Nobody wants to hear that this country can still be redeemed. It is not that the naysayers hate the country so much, but rather they got tired of hoping that the country would be better. They are now unbelievers. Love for country has turned to hate. 

Image

Or so they think! They are only fooling themselves -especially those that escaped the country for justifiable economic reasons. But in truth, nobody really worth his salt can truly hate the home he or she comes from. The day they hear that things at the home front are taking a turn for the better, is the day they begin to plan to come back home. There is no place like home. No place like Nigeria.

We are sick. We know that! We are unconscionable. We know that! Our people, especially our youths are fleeing the country in droves, even preferring the possibility of drowning in the Atlantic Ocean to remaining in the country. That too, is known to us! The constant killings of our people by terrorists and rogue elements all over the country have been humiliating and a bitter pill to swallow for all of us. That is another truth we cannot avoid. 

They say that it is difficult to trust people in this country. That you cannot trust them with your kids. You cannot trust them with office responsibilities, your car, your business, your girlfriend, wife, husband or boyfriend. 

Cmon! 

There are great Nigerians out there doing wonderful things - honest, committed, sincere people whose conducts give us hope that our country is capable of being better. They are the Yorubas of the south-west, the Igbos, Hausas, Jukums, Ibibios, Tivs, Calabaris, Ijaws, Fulanis, and all the other many ethnic groups that make up our country. 

But we also know that the thieves and gangsters, the political perverts and mercenaries, the treasury looters and lovers of impunity come from these same peoples and groups. And yet, we are aware that out of the same collection of undesirable peoples and groups, are people of good character, honour, and integrity - people who do not judge a man by the colour of his skin but by the content of his character. 

Martin Luther King will be very proud of these sets of Nigerians. 

One of them, Mr. Emmanuel Eluu, a driver with Bicourtney discovered, in September 2021, a bag containing $40,000 and other valuables and reported it to the authorities. In this same 2021, Francis Tolue, an Okada rider returned over #28 million he found in a bag on the highway to the owner, while Haruna Ahmad, an Okada rider, returned the sum of N500,000 forgotten in his Keke Marwa by a passenger in Jos. The story of Josephine Ugwu, the woman who returned the sum of - #12 million to the owner some years back cannot be forgotten. She was a cleaner at the Murtala Muhammad Airport.

All over the country are similar stories of honesty, inspiration and encouragement by ordinary Nigerians, stories that embolden us to dare believe that a Nigerian renaissance is still possible, stories that give us renewed belief that we are perhaps not all as bad as our dire circumstances make us believe. 

The ordinary people behind these beautiful stories are the ones that are truly deserving of national honours.
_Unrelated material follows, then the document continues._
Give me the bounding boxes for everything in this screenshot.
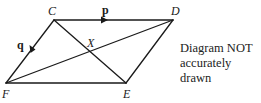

They are not the usual names you would see on government roll calls or rosters for such honours. They are not products of the Nigerian National Honours Awards List. They are not big men and women. In most cases, nobody knows them, or they are considered as nobodies. 

Instead, such awards are given to those not deserving of them. 

To be truthful, many of those who have been given national awards in our country over the years should have ended up in jail, serving multiple terms of imprisonment for abusing and undermining their country in ways that are at best, unimaginable. 

The government can identify their own heroes and reward them as much as they want. We know our own heroes. They are in our homes, on our streets, in the market places, sometimes in government and private offices. 

They might not be too many. Their numbers might be drowned out by the sheer numbers of the bad people in our midst. But what is worth remembering is that they exist, and because they exist, they provide us with the basis to dare hope that Nigeria might still be redeemed. 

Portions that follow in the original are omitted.